Americans are reluctantly accepting the new housing norm, a new survey suggests.
Fannie Mae's index measuring housing sentiment increased slightly in June, with 4 of 6 surveyed components largely staying stagnant month over month.
The share of folks who said it’s a "good time to buy" increased to 22% during the month from 19% in May but remained well below the historical trend. The "good time to sell" component remained elevated at 64%, down slightly from last month's 65%.
The minimal changes in multiple components signal that consumers have resigned themselves to a market where mortgage costs and home prices won’t be softening anytime soon — a recipe for sluggish activity going forward.
"Confidence in the housing market appears to have plateaued at a relatively low level," Fannie Mae Chief Economist Doug Duncan said in a statement, "suggesting that many consumers may be coming to terms with elevated mortgage rates and high home prices."
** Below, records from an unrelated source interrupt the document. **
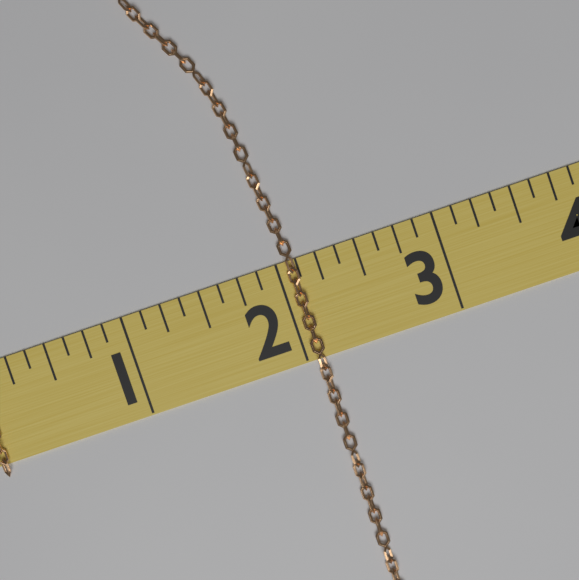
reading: 2.125 (no unit)
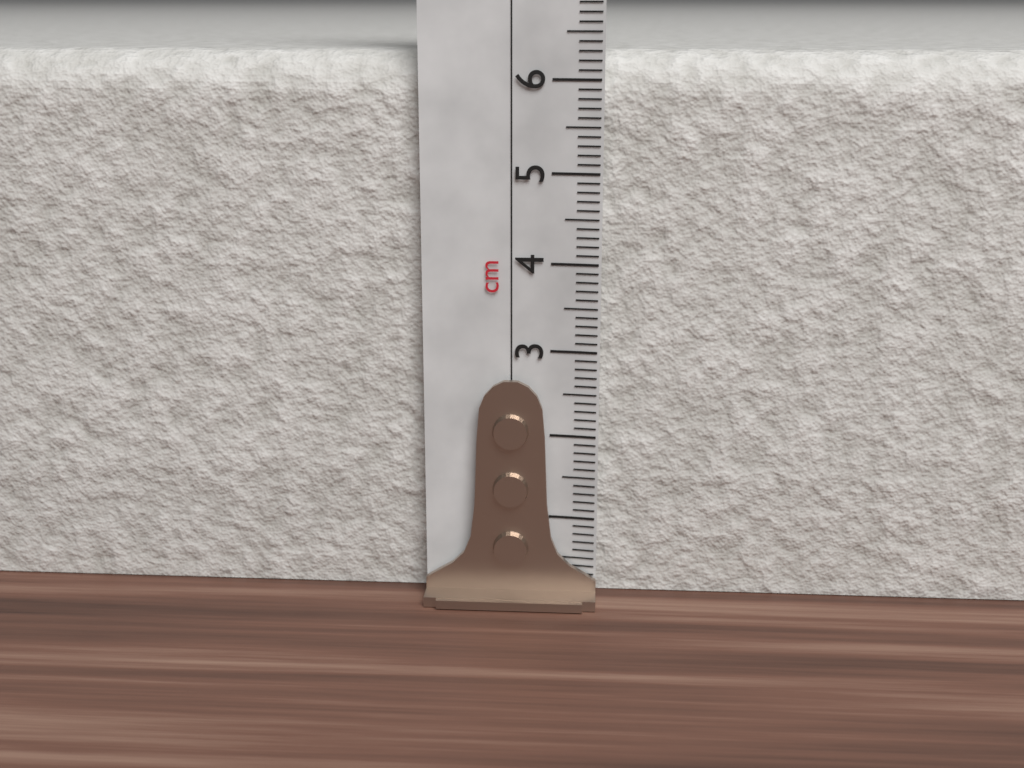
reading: 6.3 cm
Mortgage rates to remain elevated
The 2% to 3% mortgage rates homebuyers saw in the last decade were more the exception than the rule, and homebuyers are finally making peace with where borrowing costs are.
"I think it's a realization that those 3% or below mortgage rates were the product of extraordinary circumstances," Keith Gumbinger, vice president at HSH.com, a mortgage resource website, wrote to Yahoo Finance. "The first episode was the all-out response to the Great Recession, and the latest was the even more all-out Fed response to the pandemic outbreak."
The Federal Reserve has signaled that its benchmark interest rates — which indirectly affect fixed mortgage rates — will remain high, with potentially only two more rate hikes in the offing this year.
Folks hold a similar view — that rates are close to where they will remain in the next 12 months. Just 31% believe rates will keep rising in the coming year, while 51% of respondents in June said rates would go up, a drop from 73% who expected rates to increase a year ago.
"This seems to signal that consumers are adapting to the idea that higher mortgage rates will likely stick around for the foreseeable future," Duncan said.
Borrowers' rate expectations came during a week when the 30-year fixed mortgage rose to 6.81%, the highest level in 2023 and since last November. As rates stay high, the incentive for homeowners to move remains low, aggravating a persistent inventory problem in the housing market.
"People are only moving if they have to," Luis Padilla, CEO of Oceanside Realty and Padilla Team in Miami, previously told Yahoo Finance. "That move-up buyer doesn't want to sacrifice their low interest rate. It's a segment of the market that's pretty much gone."
High prices to stay
For the second consecutive month, the net share of consumers who expect prices to increase was 11%. That’s the highest share since June 2022, according to the Fannie Mae survey.
That jibes with what’s happening on the ground. While year-over-year prices fell in April, according to the latest S&P CoreLogic Case-Shiller US National Home price index, prices increased for the third month in a row, signaling a recovery.
A new report out this week also found that the average US home is selling above its asking price for the first time in almost a year.
"Home prices continue to be supported by the tight supply of homes available for sale, and, compared to the end of last year, fewer respondents today believe home prices will decrease over the next 12 months," Duncan said.
Home sales slump
Stagnant housing sentiment is translating to lackluster transaction volumes.
For instance, the pending home sales index — a forward-looking snapshot of the housing market — fell 22.2% in May year over year, with all four US regions seeing a yearly index decline, according to data released by the National Association of Realtors. Month over month, contract signings declined 2.7% from April.
That trend is likely to continue, Duncan said.
"We continue to forecast home sales to slow in the second half of the year, compared to the first half," Duncan said, "due to ongoing affordability constraints and lack of housing supply."
Rebecca Chen is a reporter for Yahoo Finance and previously worked as an investment tax certified public accountant (CPA).